Fielding Graduate University will feature a screening of the award-winning documentary The Pushouts (2018, dir. Katie Galloway) and a post film Q&A with Victor Rios and Rebeca Mireles-Rios from the film. This event, which is free and open to the public, takes place on Wednesday, January 15 at 3 pm at the Hilton Santa Barbara Beachfront Hotel, 633 E. Cabrillo Blvd. The film’s tagline: “People call them ‘dropouts.’ They tell a different story.”
After the hour-long film, Dr. Victor Rios and Dr. Rebeca Mireles-Rios (Victor’s partner both in life and in volunteering to run the 2013 YO!Watts intensive summer program) will take part in an on-stage conversation about the film, and about how identity, resilience, and community impact the field of psychology. For free tickets sign up at https://bit.ly/2OMRoxp
“I was in prison before I was even born.” So begins the story of Victor Rios—a high school dropout, gang member, and three-time felon by 15. But when a teacher’s quiet persistence, a mentor’s moral conviction, and his best friend’s murder converge, Rios’ path takes an unlikely turn. Two decades later Rios—by then a 36 year-old tenured UC professor, author and national thought leader on the school-to-prison pipeline—gets a call. “Hey, hotshot.” It’s Martín Flores, Rios’ high school mentor, who he hasn’t heard from in 15 years. “I know you’re busy, but I need you to come down to Watts this summer and work with my kids.” It’s a make it or break it moment for these youth, Flores—who directs a program serving 16 to 24 olds who haven’t finished high school—warns. As he puts it, “We get them on the right path now, or we lose them to the system.” Woven with archival material stretching back 25 years to Rios’ own troubled adolescence and including the contemporary story of this fateful summer in Watts, The Pushouts examines crucial questions of race, class, power, and the American dream at a particularly urgent time.
Victor Rios is a Professor in the Department of Sociology. His work analyzes the role of social control and education in determining the well-being of young people living in urban marginality; tracks the social consequences of the punitive state and punitive social control-across institutional settings; and examines young people’s resilience and responses to social marginalization. He uses insight from his research to promote equitable policies and develop programs to improve the lives of marginalized youths.
Rios’s book Punished: Policing the Lives of Black and Latino Boys (NYU Press, 2011), analyzes how juvenile crime policies and criminalization affect the everyday lives of urban youth. Punished won the Oliver Cromwell Cox Book Award from the American Sociological Association, Section on Racial and Ethnic Minorities, among other honors.
In his latest book Human Targets: Schools, Police, and the Criminalization of Latino Youth (University of Chicago Press, 2017) Rios finds the traditional good kid/bad kid, street kid/decent kid dichotomy is much too simplistic, arguing instead that authorities and institutions help create these identities—and that they can play an instrumental role in providing young people with the resources for shifting between roles. He finds that to be a poor Latino youth is to be a human target—victimized and considered an enemy by others, viewed as a threat to law enforcement and schools, and burdened by stigma, disrepute, and punishment.
His Ted Talk “Help for the Kids the Education System Ignores” has garnered over 1.3 million views. In 2018 Rios was one of two nominees for Vice President of the American Sociological Association.
Rebeca Mireles-Rios is an Assistant Professor in the Gevirtz School’s Department of Education specializing in child and adolescent development. She received her K-8 Multiple Subject Teaching Credential and MA from UC Berkeley. Prior to receiving her Ph.D., Dr. Mireles-Rios was a middle school teacher in Berkeley Unified School District for numerous years. Dr. Mireles-Rios’ research examines the educational expectations of Latina/o students and the connection to parent and teacher support. She studies Latina/o adolescents perceptions of teacher support; the role of maternal expectations on education communication; and student trajectories into higher education. She looks at the inequalities in educational outcomes to understand the processes that can potentially increase Latina/o high school student college enrollment and retention rates.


▶ **WHAT YOU HAVE TO DO**:
Only the lines from the top of the listing below to the line that has "Image is 644x308 pixels." should be echoed, with both ends kept and pictures left out.

▶ **EXTRACTED MATERIAL**:
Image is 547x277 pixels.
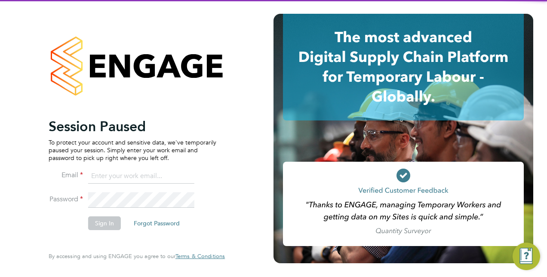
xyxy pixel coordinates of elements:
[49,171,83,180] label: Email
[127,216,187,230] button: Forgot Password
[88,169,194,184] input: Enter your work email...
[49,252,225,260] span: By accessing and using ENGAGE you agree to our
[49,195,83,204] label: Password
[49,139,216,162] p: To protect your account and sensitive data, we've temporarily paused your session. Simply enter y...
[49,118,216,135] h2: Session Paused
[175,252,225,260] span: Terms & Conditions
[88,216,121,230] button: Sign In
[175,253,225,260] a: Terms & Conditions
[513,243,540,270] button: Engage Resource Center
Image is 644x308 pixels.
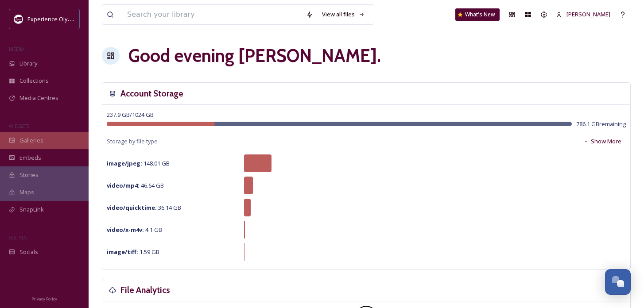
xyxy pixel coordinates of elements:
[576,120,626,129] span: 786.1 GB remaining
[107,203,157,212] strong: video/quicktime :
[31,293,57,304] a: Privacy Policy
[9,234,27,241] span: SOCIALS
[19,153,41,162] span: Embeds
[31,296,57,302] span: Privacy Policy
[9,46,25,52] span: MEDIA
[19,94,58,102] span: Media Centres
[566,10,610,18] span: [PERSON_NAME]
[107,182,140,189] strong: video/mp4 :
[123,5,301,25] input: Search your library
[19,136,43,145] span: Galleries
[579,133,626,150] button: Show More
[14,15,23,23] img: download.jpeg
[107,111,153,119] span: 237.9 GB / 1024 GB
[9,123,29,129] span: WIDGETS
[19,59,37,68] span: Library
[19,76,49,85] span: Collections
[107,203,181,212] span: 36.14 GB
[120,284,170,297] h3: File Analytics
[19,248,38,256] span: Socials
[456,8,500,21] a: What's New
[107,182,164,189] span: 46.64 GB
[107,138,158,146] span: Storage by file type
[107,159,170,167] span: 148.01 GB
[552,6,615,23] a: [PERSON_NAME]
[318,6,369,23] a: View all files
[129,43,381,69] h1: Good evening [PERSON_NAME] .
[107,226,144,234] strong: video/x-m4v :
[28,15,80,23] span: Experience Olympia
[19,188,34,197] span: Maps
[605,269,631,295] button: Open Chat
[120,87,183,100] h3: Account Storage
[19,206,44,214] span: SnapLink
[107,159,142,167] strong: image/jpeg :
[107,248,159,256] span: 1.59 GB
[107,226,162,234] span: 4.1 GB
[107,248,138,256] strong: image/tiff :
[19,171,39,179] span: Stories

▶ **YOUR SOLUTION**:
Image is 547x277 pixels.
xyxy pixel coordinates of elements:
[49,171,83,180] label: Email
[127,216,187,230] button: Forgot Password
[88,169,194,184] input: Enter your work email...
[49,252,225,260] span: By accessing and using ENGAGE you agree to our
[49,195,83,204] label: Password
[49,139,216,162] p: To protect your account and sensitive data, we've temporarily paused your session. Simply enter y...
[49,118,216,135] h2: Session Paused
[175,252,225,260] span: Terms & Conditions
[88,216,121,230] button: Sign In
[175,253,225,260] a: Terms & Conditions
[513,243,540,270] button: Engage Resource Center
Image is 644x308 pixels.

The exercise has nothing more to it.